Sommers and his fellow authors — Basis Point colleague Robert Fawls and the Kauffman Foundation’s CIO Harold Bradley and vice president for research Robert Litan — went on to say that “every fail introduces a cumulative and potentially compounding liquidity risk into the orderly process of settling the $7.5 trillion of security transactions completed each day, which could be especially dangerous during times when financial institutions are short of liquidity.” (More recent reports from the Bank for International Settlements, the International Monetary Fund, the Bank of England and the Financial Stability Board all fingered ETFs as potentially posing systemic risks to the financial system, but did not mention failed trades as one of those risks.)

Angel, however, disagrees. He points out that the failed trades aren’t really failed at all, merely slower to resolve than the regulatory three days allows for. Market makers in fact have T+6 — that is, six days after the trade is executed — to complete ETF trades. And the vast majority of the failed trades, he points out, are completed in that time frame.

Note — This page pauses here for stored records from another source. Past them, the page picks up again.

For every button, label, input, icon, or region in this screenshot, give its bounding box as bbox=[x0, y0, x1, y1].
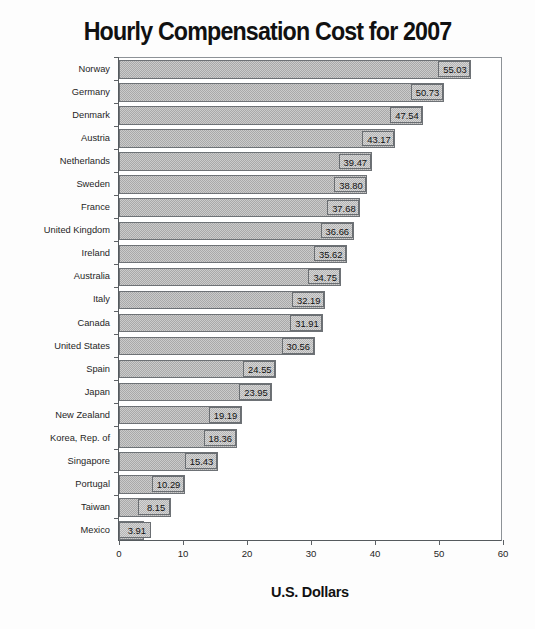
chart-row: Singapore15.43 bbox=[119, 450, 501, 473]
chart-row: France37.68 bbox=[119, 196, 501, 219]
category-label-japan: Japan bbox=[85, 381, 119, 404]
bar-value-label: 47.54 bbox=[390, 107, 422, 123]
chart-row: Ireland35.62 bbox=[119, 242, 501, 265]
category-label-spain: Spain bbox=[86, 358, 119, 381]
x-axis-tick bbox=[247, 540, 248, 545]
bar-value-label: 8.15 bbox=[138, 499, 170, 515]
category-label-singapore: Singapore bbox=[68, 450, 119, 473]
x-axis-tick bbox=[119, 540, 120, 545]
category-label-united-states: United States bbox=[54, 335, 119, 358]
category-label-united-kingdom: United Kingdom bbox=[44, 219, 119, 242]
bar-value-label: 3.91 bbox=[119, 522, 151, 538]
category-label-austria: Austria bbox=[81, 127, 119, 150]
bar-value-label: 50.73 bbox=[411, 84, 443, 100]
bar bbox=[119, 83, 444, 102]
x-axis-tick-label: 20 bbox=[242, 548, 253, 559]
chart-row: Taiwan8.15 bbox=[119, 496, 501, 519]
bar bbox=[119, 152, 372, 171]
bar-value-label: 23.95 bbox=[239, 384, 271, 400]
bar bbox=[119, 175, 367, 194]
bar-value-label: 38.80 bbox=[334, 177, 366, 193]
x-axis-tick-label: 10 bbox=[178, 548, 189, 559]
plot-area: Norway55.03Germany50.73Denmark47.54Austr… bbox=[118, 57, 502, 541]
bar bbox=[119, 106, 423, 125]
chart-row: United States30.56 bbox=[119, 335, 501, 358]
x-axis-tick-label: 0 bbox=[116, 548, 121, 559]
chart-row: Portugal10.29 bbox=[119, 473, 501, 496]
chart-row: Germany50.73 bbox=[119, 81, 501, 104]
category-label-germany: Germany bbox=[72, 81, 119, 104]
bar-value-label: 39.47 bbox=[339, 154, 371, 170]
category-label-mexico: Mexico bbox=[81, 519, 119, 542]
chart-row: Austria43.17 bbox=[119, 127, 501, 150]
chart-figure: Hourly Compensation Cost for 2007 Norway… bbox=[0, 0, 535, 629]
chart-row: Sweden38.80 bbox=[119, 173, 501, 196]
chart-title: Hourly Compensation Cost for 2007 bbox=[19, 17, 517, 46]
category-label-canada: Canada bbox=[77, 312, 119, 335]
category-label-taiwan: Taiwan bbox=[81, 496, 119, 519]
category-label-denmark: Denmark bbox=[72, 104, 119, 127]
chart-row: Canada31.91 bbox=[119, 312, 501, 335]
category-label-sweden: Sweden bbox=[76, 173, 119, 196]
chart-row: Japan23.95 bbox=[119, 381, 501, 404]
x-axis-tick bbox=[375, 540, 376, 545]
x-axis-tick-label: 50 bbox=[434, 548, 445, 559]
bar-value-label: 30.56 bbox=[282, 338, 314, 354]
chart-row: Denmark47.54 bbox=[119, 104, 501, 127]
category-label-france: France bbox=[81, 196, 119, 219]
chart-row: Mexico3.91 bbox=[119, 519, 501, 542]
bar bbox=[119, 222, 354, 241]
bar-value-label: 24.55 bbox=[243, 361, 275, 377]
bar-value-label: 15.43 bbox=[185, 453, 217, 469]
bar-value-label: 10.29 bbox=[152, 476, 184, 492]
x-axis-tick bbox=[503, 540, 504, 545]
chart-row: Italy32.19 bbox=[119, 288, 501, 311]
category-label-norway: Norway bbox=[78, 58, 119, 81]
category-label-australia: Australia bbox=[74, 265, 119, 288]
bar-value-label: 19.19 bbox=[209, 407, 241, 423]
bar-value-label: 31.91 bbox=[290, 315, 322, 331]
chart-row: Norway55.03 bbox=[119, 58, 501, 81]
bar-value-label: 18.36 bbox=[204, 430, 236, 446]
bar bbox=[119, 245, 347, 264]
x-axis-tick bbox=[311, 540, 312, 545]
x-axis-tick-label: 60 bbox=[498, 548, 509, 559]
chart-row: United Kingdom36.66 bbox=[119, 219, 501, 242]
chart-row: New Zealand19.19 bbox=[119, 404, 501, 427]
x-axis-tick bbox=[183, 540, 184, 545]
category-label-korea-rep-of: Korea, Rep. of bbox=[50, 427, 119, 450]
x-axis-tick-label: 30 bbox=[306, 548, 317, 559]
bar-value-label: 55.03 bbox=[438, 61, 470, 77]
bar bbox=[119, 60, 471, 79]
x-axis-tick bbox=[439, 540, 440, 545]
chart-row: Korea, Rep. of18.36 bbox=[119, 427, 501, 450]
chart-row: Spain24.55 bbox=[119, 358, 501, 381]
category-label-portugal: Portugal bbox=[75, 473, 119, 496]
category-label-italy: Italy bbox=[93, 288, 119, 311]
bar-value-label: 36.66 bbox=[321, 223, 353, 239]
bar-value-label: 43.17 bbox=[362, 131, 394, 147]
bar-value-label: 35.62 bbox=[314, 246, 346, 262]
bar bbox=[119, 198, 360, 217]
category-label-new-zealand: New Zealand bbox=[55, 404, 119, 427]
bar bbox=[119, 129, 395, 148]
category-label-ireland: Ireland bbox=[82, 242, 119, 265]
bar-value-label: 34.75 bbox=[308, 269, 340, 285]
chart-row: Australia34.75 bbox=[119, 265, 501, 288]
bar-value-label: 37.68 bbox=[327, 200, 359, 216]
bar-value-label: 32.19 bbox=[292, 292, 324, 308]
x-axis-title: U.S. Dollars bbox=[118, 584, 502, 600]
x-axis-tick-label: 40 bbox=[370, 548, 381, 559]
chart-row: Netherlands39.47 bbox=[119, 150, 501, 173]
category-label-netherlands: Netherlands bbox=[60, 150, 119, 173]
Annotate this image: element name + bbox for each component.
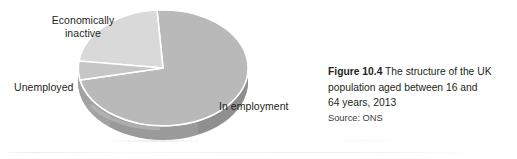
pie-label-unemployed: Unemployed [14, 81, 73, 94]
pie-chart: Economically inactive Unemployed In empl… [0, 0, 320, 159]
figure-caption: Figure 10.4 The structure of the UK popu… [328, 64, 514, 125]
pie-label-economically-inactive-line2: inactive [36, 27, 130, 40]
scan-artifact-right [330, 140, 400, 141]
caption-figure-number: Figure 10.4 [328, 66, 382, 77]
caption-line-2: population aged between 16 and [328, 80, 514, 96]
figure-source: Source: ONS [328, 111, 514, 125]
scan-artifact-bottom-line [0, 152, 517, 153]
figure-10-4: Economically inactive Unemployed In empl… [0, 0, 517, 159]
scan-artifact-mid [110, 140, 210, 142]
caption-line-3: 64 years, 2013 [328, 95, 514, 111]
pie-label-economically-inactive-line1: Economically [36, 14, 130, 27]
pie-label-in-employment: In employment [219, 100, 289, 113]
caption-line-1: Figure 10.4 The structure of the UK [328, 64, 514, 80]
caption-line-1-rest: The structure of the UK [382, 66, 491, 77]
pie-label-economically-inactive: Economically inactive [36, 14, 130, 39]
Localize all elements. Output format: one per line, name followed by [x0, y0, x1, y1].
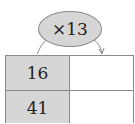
ratio-table: 16 41 — [5, 55, 134, 123]
multiplier-oval: ×13 — [38, 11, 102, 47]
table-row: 16 — [6, 56, 134, 91]
arrow-from-left-column — [37, 40, 46, 54]
table-row: 41 — [6, 91, 134, 124]
multiplier-label: ×13 — [52, 19, 88, 39]
known-value-cell: 41 — [6, 91, 70, 124]
known-value-cell: 16 — [6, 56, 70, 91]
answer-cell[interactable] — [70, 56, 134, 91]
answer-cell[interactable] — [70, 91, 134, 124]
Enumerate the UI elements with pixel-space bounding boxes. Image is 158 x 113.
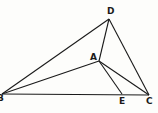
geometry-diagram: DABEC [0, 0, 158, 113]
point-label-B: B [0, 93, 4, 103]
point-label-C: C [146, 96, 153, 106]
segment-BC [2, 94, 149, 95]
segment-AC [99, 61, 149, 95]
segment-BA [2, 61, 99, 94]
point-label-E: E [119, 96, 125, 106]
diagram-canvas: DABEC [0, 0, 158, 113]
point-label-A: A [90, 52, 97, 62]
point-label-D: D [107, 6, 114, 16]
segment-AE [99, 61, 122, 94]
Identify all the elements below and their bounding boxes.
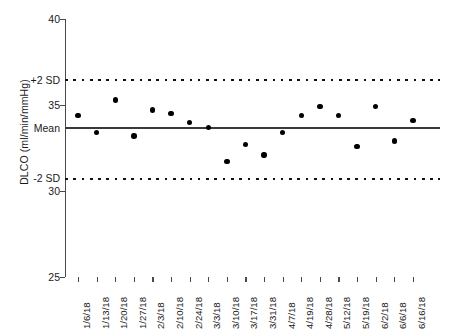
y-tick-label-35: 35 bbox=[14, 100, 60, 111]
data-point[interactable] bbox=[150, 107, 155, 112]
x-tick-label: 5/12/18 bbox=[342, 297, 352, 329]
y-axis-label-column: 40 +2 SD 35 Mean -2 SD 30 25 bbox=[14, 0, 60, 332]
data-point[interactable] bbox=[187, 120, 192, 125]
x-tick-label: 1/13/18 bbox=[101, 297, 111, 329]
x-tick-label: 6/6/18 bbox=[398, 302, 408, 329]
x-tick-label: 4/28/18 bbox=[324, 297, 334, 329]
y-tick-label-25: 25 bbox=[14, 272, 60, 283]
data-point[interactable] bbox=[373, 104, 378, 109]
data-point[interactable] bbox=[317, 104, 322, 109]
y-tick-35 bbox=[60, 105, 65, 106]
x-tick-label: 1/20/18 bbox=[119, 297, 129, 329]
x-tick-mark bbox=[320, 277, 321, 282]
data-point[interactable] bbox=[224, 159, 229, 164]
x-tick-label: 3/31/18 bbox=[268, 297, 278, 329]
x-tick-label: 3/3/18 bbox=[212, 302, 222, 329]
data-point[interactable] bbox=[280, 130, 285, 135]
x-tick-mark bbox=[134, 277, 135, 282]
x-tick-mark bbox=[190, 277, 191, 282]
x-tick-mark bbox=[97, 277, 98, 282]
y-tick-30 bbox=[60, 191, 65, 192]
x-tick-mark bbox=[208, 277, 209, 282]
x-tick-label: 2/3/18 bbox=[156, 302, 166, 329]
y-tick-40 bbox=[60, 19, 65, 20]
x-tick-label: 2/24/18 bbox=[194, 297, 204, 329]
data-point[interactable] bbox=[392, 138, 397, 143]
x-tick-mark bbox=[171, 277, 172, 282]
plot-area bbox=[65, 19, 447, 277]
data-point[interactable] bbox=[131, 133, 136, 138]
data-point[interactable] bbox=[336, 113, 341, 118]
levey-jennings-chart: DLCO (ml/min/mmHg) 40 +2 SD 35 Mean -2 S… bbox=[0, 0, 455, 332]
x-tick-label: 4/19/18 bbox=[305, 297, 315, 329]
y-tick-label-40: 40 bbox=[14, 14, 60, 25]
x-tick-label: 5/19/18 bbox=[361, 297, 371, 329]
x-tick-mark bbox=[264, 277, 265, 282]
x-tick-mark bbox=[357, 277, 358, 282]
reference-line-minus-2-sd bbox=[65, 178, 440, 180]
data-point[interactable] bbox=[299, 113, 304, 118]
x-tick-mark bbox=[301, 277, 302, 282]
x-tick-label: 6/16/18 bbox=[417, 297, 427, 329]
y-axis-line bbox=[65, 19, 66, 277]
x-tick-label: 3/10/18 bbox=[231, 297, 241, 329]
data-point[interactable] bbox=[113, 97, 118, 102]
x-tick-label: 4/7/18 bbox=[287, 302, 297, 329]
x-tick-label: 1/27/18 bbox=[138, 297, 148, 329]
y-label-minus-2-sd: -2 SD bbox=[14, 173, 60, 184]
x-tick-mark bbox=[376, 277, 377, 282]
data-point[interactable] bbox=[354, 144, 359, 149]
x-tick-mark bbox=[338, 277, 339, 282]
x-tick-mark bbox=[283, 277, 284, 282]
x-tick-mark bbox=[115, 277, 116, 282]
y-label-plus-2-sd: +2 SD bbox=[14, 75, 60, 86]
data-point[interactable] bbox=[168, 111, 173, 116]
x-tick-mark bbox=[245, 277, 246, 282]
x-tick-label: 2/10/18 bbox=[175, 297, 185, 329]
x-axis: 1/6/181/13/181/20/181/27/182/3/182/10/18… bbox=[65, 277, 447, 332]
data-point[interactable] bbox=[261, 152, 266, 157]
y-tick-label-30: 30 bbox=[14, 186, 60, 197]
x-tick-mark bbox=[413, 277, 414, 282]
x-tick-label: 6/2/18 bbox=[380, 302, 390, 329]
data-point[interactable] bbox=[75, 113, 80, 118]
x-tick-mark bbox=[152, 277, 153, 282]
data-point[interactable] bbox=[243, 142, 248, 147]
data-point[interactable] bbox=[206, 125, 211, 130]
x-tick-label: 1/6/18 bbox=[82, 302, 92, 329]
x-tick-label: 3/17/18 bbox=[249, 297, 259, 329]
x-tick-mark bbox=[394, 277, 395, 282]
data-point[interactable] bbox=[410, 118, 415, 123]
reference-line-plus-2-sd bbox=[65, 79, 440, 81]
data-point[interactable] bbox=[94, 130, 99, 135]
y-label-mean: Mean bbox=[14, 123, 60, 134]
reference-line-mean bbox=[65, 127, 440, 129]
x-tick-mark bbox=[227, 277, 228, 282]
x-tick-mark bbox=[78, 277, 79, 282]
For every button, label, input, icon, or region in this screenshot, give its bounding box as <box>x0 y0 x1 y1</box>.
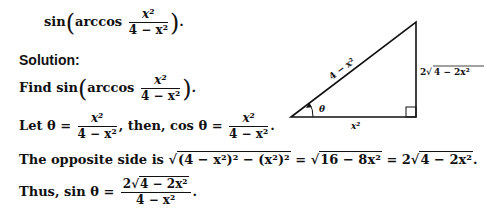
triangle <box>291 22 416 117</box>
right-triangle-diagram: θ 4 − x² x² 2 √ 4 − 2x² <box>0 0 487 219</box>
svg-text:4 − 2x²: 4 − 2x² <box>434 67 470 77</box>
right-angle-marker <box>406 107 416 117</box>
adjacent-label: x² <box>350 121 360 131</box>
svg-text:√: √ <box>426 67 432 77</box>
opposite-label: 2 √ 4 − 2x² <box>420 66 484 77</box>
angle-label: θ <box>319 104 325 114</box>
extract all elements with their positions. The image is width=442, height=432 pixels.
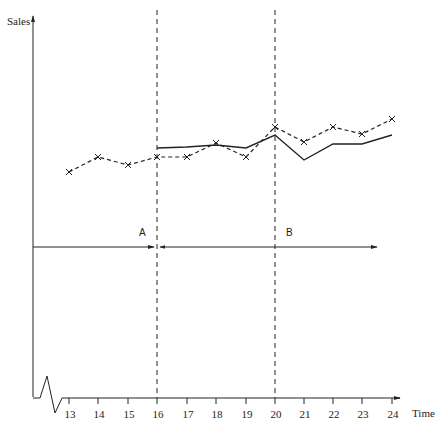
x-tick-label: 18 <box>212 408 223 420</box>
y-axis-label: Sales <box>7 15 30 27</box>
x-axis-ticks <box>69 398 392 404</box>
sales-time-chart <box>0 0 442 432</box>
x-tick-label: 15 <box>124 408 135 420</box>
x-tick-label: 14 <box>94 408 105 420</box>
x-tick-label: 22 <box>329 408 340 420</box>
x-tick-label: 16 <box>153 408 164 420</box>
x-tick-label: 13 <box>65 408 76 420</box>
series-forecast-markers <box>66 116 395 175</box>
period-a-label: A <box>139 227 146 238</box>
vertical-dashed-markers <box>157 10 275 398</box>
x-tick-label: 21 <box>300 408 311 420</box>
period-b-label: B <box>286 227 293 238</box>
x-axis-label: Time <box>412 407 435 419</box>
series-forecast-dashed <box>69 119 392 172</box>
x-tick-label: 19 <box>242 408 253 420</box>
x-tick-label: 20 <box>271 408 282 420</box>
x-tick-label: 24 <box>388 408 399 420</box>
x-tick-label: 23 <box>358 408 369 420</box>
x-tick-label: 17 <box>183 408 194 420</box>
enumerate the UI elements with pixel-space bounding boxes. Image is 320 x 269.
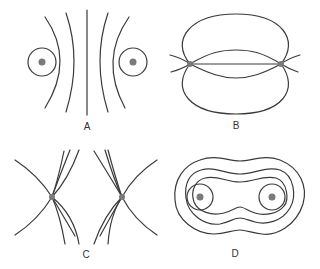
panel-a: A bbox=[28, 10, 147, 132]
panel-d: D bbox=[175, 158, 305, 259]
panel-b-outer-top bbox=[182, 14, 288, 64]
panel-a-label: A bbox=[84, 121, 91, 132]
panel-d-label: D bbox=[231, 248, 238, 259]
panel-b-inner-bottom bbox=[190, 64, 281, 78]
panel-b-outer-bottom bbox=[182, 64, 288, 114]
panel-d-left-charge bbox=[197, 194, 204, 201]
panel-c-left-point bbox=[49, 194, 55, 200]
panel-b: B bbox=[170, 14, 300, 131]
panel-c-curve bbox=[105, 150, 157, 235]
panel-a-left-charge bbox=[39, 59, 46, 66]
panel-c-curve bbox=[15, 160, 75, 236]
panel-c-curve bbox=[94, 151, 122, 244]
panel-c-curve bbox=[100, 160, 157, 236]
panel-b-label: B bbox=[233, 120, 240, 131]
panel-c-right-point bbox=[119, 194, 125, 200]
panel-a-curve bbox=[45, 17, 60, 108]
panel-a-curve bbox=[113, 17, 129, 108]
panel-d-right-charge bbox=[269, 194, 276, 201]
panel-a-curve bbox=[66, 13, 74, 112]
panel-b-left-charge bbox=[187, 61, 193, 67]
panel-c-curve bbox=[52, 150, 79, 244]
panel-b-right-charge bbox=[278, 61, 284, 67]
panel-a-curve bbox=[100, 13, 108, 112]
panel-c-label: C bbox=[82, 249, 89, 260]
panel-a-right-charge bbox=[130, 59, 137, 66]
panel-b-inner-top bbox=[190, 50, 281, 64]
diagram-canvas: A B C D bbox=[0, 0, 320, 269]
panel-c: C bbox=[15, 150, 157, 260]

That’s not to say that the issue is problem free, as Angel wrote in a letter to the SEC back in 2008. “When a seller fails to deliver a security on the normal settlement date, an owner of the security is effectively forced into making an involuntary stock loan to the seller,” he penned at the time. “This violates one of the basic property rights of an owner, the ability to exclude others from the use of the property. In addition, it may deprive the buyer of the ability to earn stock lending revenue, as well as voting rights. The buyer may even have to pay higher tax rates on substitute dividend payments, which are taxed differently than normal dividends.”

Angel blames “the clunkiness” of ETFs’ creation-redemption system, with multiple participants involved in the creation and redemption of baskets of ETF shares (known as creation units), which is far more complex than investing in a mutual fund. “If it really were as simple as tap-tap-tap on a keyboard, we’d be happy ever after,” he explains. “But because of the costs in creating and redeeming shares, that makes it a little harder than plain-vanilla equities.”

In June, the problem got a little simpler, at least in Europe, when asset management giant BlackRock and clearinghouse Euroclear Bank announced plans to issue an ETF that can be traded across Europe but settled centrally by Euroclear, rather than in the current fragmented manner by one of the national clearing houses. But the failed trades are likely to continue, as will the debate over who is right: Angel’s description of the problem as a “minor blemish that offends my sense of order” or Sommers’ view of failed ETF trades as an unrealized systemic operational risk.